Demis Hassabis, CEO of Google DeepMind, a Google artificial intelligence (AI) organization, predicted on the 17th that human-like AI will “emerge in the next 5 to 10 years.”
CEO Hassabis, last year’s Nobel Prize winner, said at a media briefing at Google DeepMind’s headquarters in London, “I think many (AI) features will come to the fore in the next five to 10 years and move into what we call general-purpose artificial intelligence (AGI).”
As for AGI, it was defined as “a system that can show all the complex abilities that humans can do” and evaluated that the current AI system has not reached the AGI stage because it is passive and there are many things that cannot be done yet.
“The current system is very impressive in certain areas, but there are many things we can’t do,” he said. “It takes considerable research to reach the goal (AGI).”

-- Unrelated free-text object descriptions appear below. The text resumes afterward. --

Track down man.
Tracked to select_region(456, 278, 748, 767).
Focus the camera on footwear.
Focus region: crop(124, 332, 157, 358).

He then referred to AI beyond humans as artificial intelligence superintelligence (ASI), adding, “ASI is expected to emerge after AGI and transcend human intelligence,” adding, “No one knows when such a breakthrough will happen.”

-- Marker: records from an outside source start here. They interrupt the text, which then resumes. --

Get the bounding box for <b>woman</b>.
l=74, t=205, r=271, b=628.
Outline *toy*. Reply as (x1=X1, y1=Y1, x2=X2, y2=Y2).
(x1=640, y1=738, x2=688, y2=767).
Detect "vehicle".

CEO Hassabis’ comments on the emergence of AGI are somewhat later than other tech industries’ forecasts.
Tesla CEO Elon Musk said last year AGI would be “available by 2026” and ChatGPT developer OpenAI CEO Sam Altman had predicted it would be “developed in the relatively near future.”
Hassabis said the biggest challenge in achieving AGI is to “get the AI system to the level of understanding the context of the real world,” adding that it was possible to develop a system that analyzes problems and completes tasks autonomously in games such as Go, but it is not easy to bring them into the real world.
“The important thing is to generalize AI to work in the real world by planning on its own to achieve its goals and operating flexibly in various situations,” he stressed.